I’m not sure if this is exactly the same but it reminds me a lot of recursive types and checking if two such recursive types are equal (see https://en.wikipedia.org/wiki/Recursive_data_type#Equirecursive_types). I looked into that a few years ago and it seems to be decidable with a relatively easy algorithm: http://lucacardelli.name/Papers/SRT.pdf (the paper is a bit longer but it also shows algorithms for subtyping)
To map this onto your expression problem maybe one can just take expression symbols as “type terminals” and use the same algorithm.
Decidability of equivalence is broken somewhere between simply typed lambda calculus and System-F. Without recursive types you are strongly normalizing and thus “trivially” decidable. However, just adding recursive types does not break decidability (e.g. see http://www.di.unito.it/~felice/pdf/ictcs.pdf). Similarly, just adding some higher-order functions or parametric polymorphism does also not necessarily break decidability (e.g. see Hindley-Milner). In my (admittedly limited) experience, when making a type system stronger, it is usually some strange, sometimes subtle interaction of these “type system features” that break decidability.
So the first problem raised in the OP is probably tractable for many, quite expressive type systems, even including recursive types.
Though I fully agree with you that the second problem is usually how undecidability proofs start and I’m more skeptical towards that one.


### [EXERCISE GOAL]
All lines with the word "origin" in the material below are required.

-------

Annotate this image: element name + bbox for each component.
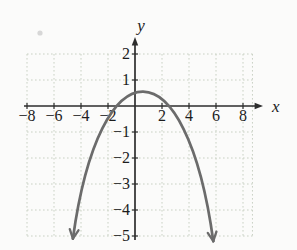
y-axis-arrowhead	[132, 37, 138, 45]
curve-left-arrowhead	[70, 229, 73, 239]
x-axis-arrowhead	[255, 103, 263, 109]
parabola-curve	[70, 92, 217, 242]
x-tick-label: 2	[158, 107, 166, 124]
x-tick-label: −4	[72, 107, 89, 124]
y-tick-label: 2	[122, 45, 130, 62]
x-tick-label: 6	[212, 107, 220, 124]
x-tick-label: 8	[239, 107, 247, 124]
x-tick-label: −6	[45, 107, 62, 124]
y-tick-label: −3	[113, 175, 130, 192]
x-tick-label: −8	[18, 107, 35, 124]
y-tick-label: −2	[113, 149, 130, 166]
graph-figure: −8−6−4−2246821−1−2−3−4−5 x y	[0, 0, 297, 250]
x-tick-label: 4	[185, 107, 193, 124]
y-tick-label: −1	[113, 123, 130, 140]
x-axis-label: x	[271, 97, 280, 116]
ticks-and-tick-labels: −8−6−4−2246821−1−2−3−4−5	[18, 45, 247, 244]
y-tick-label: −5	[113, 227, 130, 244]
curve-right-arrowhead	[213, 232, 216, 241]
grid	[27, 54, 252, 236]
y-tick-label: 1	[122, 71, 130, 88]
graph-canvas: −8−6−4−2246821−1−2−3−4−5 x y	[0, 0, 297, 250]
y-tick-label: −4	[113, 201, 130, 218]
scan-artifact-dot	[37, 30, 42, 35]
y-axis-label: y	[135, 16, 145, 35]
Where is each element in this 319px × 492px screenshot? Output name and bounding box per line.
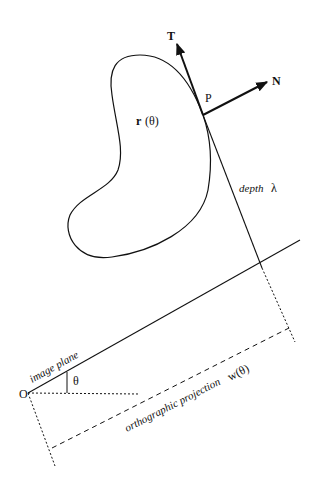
tangent-label: T	[167, 29, 175, 43]
normal-label: N	[272, 74, 281, 88]
r-arg-label: (θ)	[145, 114, 159, 128]
r-label: r	[136, 114, 142, 128]
projection-label: orthographic projection	[122, 375, 222, 434]
normal-arrow	[203, 82, 267, 115]
image-plane-line	[28, 240, 300, 393]
origin-label: O	[19, 387, 28, 401]
theta-label: θ	[73, 374, 79, 388]
horizontal-reference	[28, 393, 140, 394]
projection-symbol: w(θ)	[225, 361, 251, 384]
projection-measure	[52, 328, 289, 448]
origin-perpendicular	[28, 393, 55, 466]
depth-symbol: λ	[271, 181, 277, 195]
depth-label: depth	[239, 182, 264, 194]
tangent-arrow	[177, 44, 203, 115]
object-contour	[68, 55, 211, 258]
point-label: P	[205, 91, 212, 105]
orthographic-projection-diagram: T N P r (θ) depth λ image plane θ O orth…	[0, 0, 319, 492]
depth-extension	[262, 268, 295, 342]
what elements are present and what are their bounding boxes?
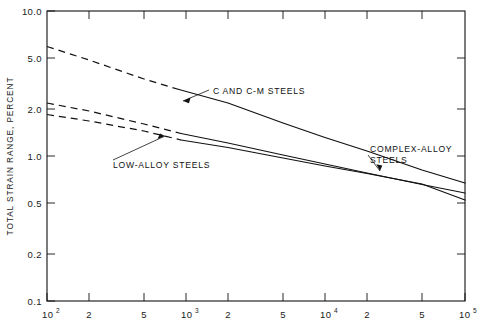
x-tick-label-1e3-mantissa: 10 [181, 309, 192, 320]
x-tick-label-2000: 2 [225, 309, 231, 320]
annotation-label-complex-alloy-line1: COMPLEX-ALLOY [370, 144, 452, 154]
y-axis-ticks [47, 11, 55, 301]
x-axis-ticks [47, 293, 465, 301]
x-tick-label-1e5-mantissa: 10 [459, 309, 470, 320]
series-low-alloy-steels-dashed-segment [47, 103, 181, 134]
annotation-low-alloy-steels: LOW-ALLOY STEELS [113, 134, 210, 170]
annotation-complex-alloy-steels: COMPLEX-ALLOY STEELS [368, 144, 452, 171]
y-axis-title: TOTAL STRAIN RANGE, PERCENT [5, 77, 15, 236]
x-tick-label-1e2-mantissa: 10 [42, 309, 53, 320]
y-tick-label-2: 2.0 [28, 104, 42, 115]
x-axis-ticks-top [89, 11, 422, 19]
strain-range-vs-cycles-chart: 10.0 5.0 2.0 1.0 0.5 0.2 0.1 10 2 2 5 10… [0, 0, 486, 328]
annotation-label-c-and-cm-steels: C AND C-M STEELS [213, 86, 305, 96]
x-tick-label-1e2-exponent: 2 [56, 307, 60, 314]
chart-svg: 10.0 5.0 2.0 1.0 0.5 0.2 0.1 10 2 2 5 10… [0, 0, 486, 328]
x-tick-label-500: 5 [141, 309, 147, 320]
leader-line-low-alloy-steels [113, 136, 165, 160]
annotation-c-and-cm-steels: C AND C-M STEELS [183, 86, 305, 103]
x-tick-label-1e4-mantissa: 10 [320, 309, 331, 320]
x-tick-label-1e5-exponent: 5 [473, 307, 477, 314]
y-axis-ticks-right [457, 58, 465, 254]
x-tick-label-1e4-exponent: 4 [334, 307, 338, 314]
y-tick-label-1: 1.0 [28, 151, 42, 162]
series-c-and-cm-steels-solid-segment [179, 90, 465, 184]
y-tick-label-5: 5.0 [28, 53, 42, 64]
x-tick-label-200: 2 [86, 309, 92, 320]
x-tick-label-20000: 2 [364, 309, 370, 320]
y-tick-label-0-2: 0.2 [28, 249, 42, 260]
y-tick-label-10: 10.0 [22, 6, 42, 17]
y-tick-label-0-1: 0.1 [28, 296, 42, 307]
y-tick-label-0-5: 0.5 [28, 198, 42, 209]
series-c-and-cm-steels-dashed-segment [47, 47, 179, 90]
x-tick-label-5000: 5 [280, 309, 286, 320]
annotation-label-complex-alloy-line2: STEELS [370, 155, 407, 165]
x-tick-label-1e3-exponent: 3 [195, 307, 199, 314]
x-tick-label-50000: 5 [419, 309, 425, 320]
annotation-label-low-alloy-steels: LOW-ALLOY STEELS [113, 160, 210, 170]
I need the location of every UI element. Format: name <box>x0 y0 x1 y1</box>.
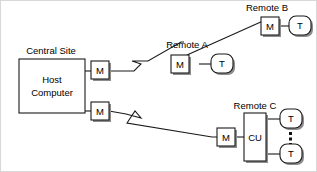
remote-a-terminal-label: T <box>219 58 225 69</box>
host-computer-label-line1: Host <box>42 74 62 85</box>
remote-b-label: Remote B <box>246 2 288 13</box>
central-modem-bottom-label: M <box>96 106 104 117</box>
remote-c-modem-label: M <box>222 132 230 143</box>
remote-c-terminal-top-label: T <box>288 113 294 124</box>
link-central-to-remote-c <box>109 111 217 137</box>
remote-b-terminal-label: T <box>297 20 303 31</box>
remote-a-label: Remote A <box>166 39 208 50</box>
host-computer-box <box>19 59 85 113</box>
remote-b-modem-label: M <box>266 21 274 32</box>
host-computer-label-line2: Computer <box>31 87 73 98</box>
central-modem-top-label: M <box>96 65 104 76</box>
remote-c-label: Remote C <box>234 100 277 111</box>
remote-a-modem-label: M <box>176 59 184 70</box>
remote-c-terminal-bottom-label: T <box>288 148 294 159</box>
remote-c-cu-label: CU <box>248 132 262 143</box>
central-site-label: Central Site <box>26 45 76 56</box>
network-diagram-canvas: Central Site Host Computer M M Remote A … <box>1 1 317 172</box>
network-diagram: Central Site Host Computer M M Remote A … <box>0 0 317 172</box>
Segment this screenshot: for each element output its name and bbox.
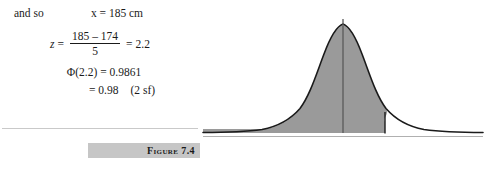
shaded-area-region bbox=[203, 25, 387, 133]
rounded-answer-value: = 0.98 bbox=[45, 84, 119, 96]
figure-caption-label: Figure 7.4 bbox=[88, 143, 195, 158]
standardisation-fraction: 185 – 174 5 bbox=[70, 30, 120, 58]
worked-solution-panel: x = 185 cm and so z = 185 – 174 5 = 2.2 … bbox=[0, 0, 205, 183]
equation-z-standardisation: z = 185 – 174 5 = 2.2 bbox=[0, 30, 200, 58]
z-equals-sign: = bbox=[55, 38, 68, 50]
caption-divider-rule bbox=[2, 128, 198, 129]
significant-figures-note: (2 sf) bbox=[118, 84, 155, 96]
fraction-denominator: 5 bbox=[90, 44, 100, 57]
normal-curve-figure: μ = 174 z = 0 x = 185 z = 2.2 bbox=[200, 0, 486, 183]
equation-phi-text: Φ(2.2) = 0.9861 bbox=[59, 66, 141, 78]
z-result-value: 2.2 bbox=[136, 38, 150, 50]
and-so-label: and so bbox=[14, 7, 44, 19]
equation-phi-lookup: Φ(2.2) = 0.9861 bbox=[0, 66, 200, 78]
equation-rounded-answer: = 0.98(2 sf) bbox=[0, 84, 200, 96]
equation-x-value-text: x = 185 cm bbox=[57, 7, 143, 19]
fraction-numerator: 185 – 174 bbox=[70, 30, 120, 43]
shaded-area-right-edge bbox=[360, 60, 385, 133]
normal-distribution-chart bbox=[200, 0, 486, 145]
z-result-equals-sign: = bbox=[123, 38, 136, 50]
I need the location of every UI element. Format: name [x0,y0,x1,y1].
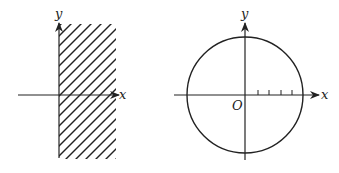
x-axis-label: x [119,87,127,102]
tick-marks [258,90,292,95]
diagram-canvas: y x y x O [0,0,339,173]
half-plane-figure: y x [0,6,270,173]
y-axis-label: y [54,6,63,21]
x-axis-label: x [321,87,329,102]
origin-label: O [232,98,243,113]
circle-figure: y x O [174,6,329,160]
y-axis-label: y [240,6,249,21]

-------

### [TASK ANSWER]
origin-label: O	[19, 387, 28, 401]
origin-perpendicular	[28, 393, 55, 466]
origin-label: O [232,98,243,113]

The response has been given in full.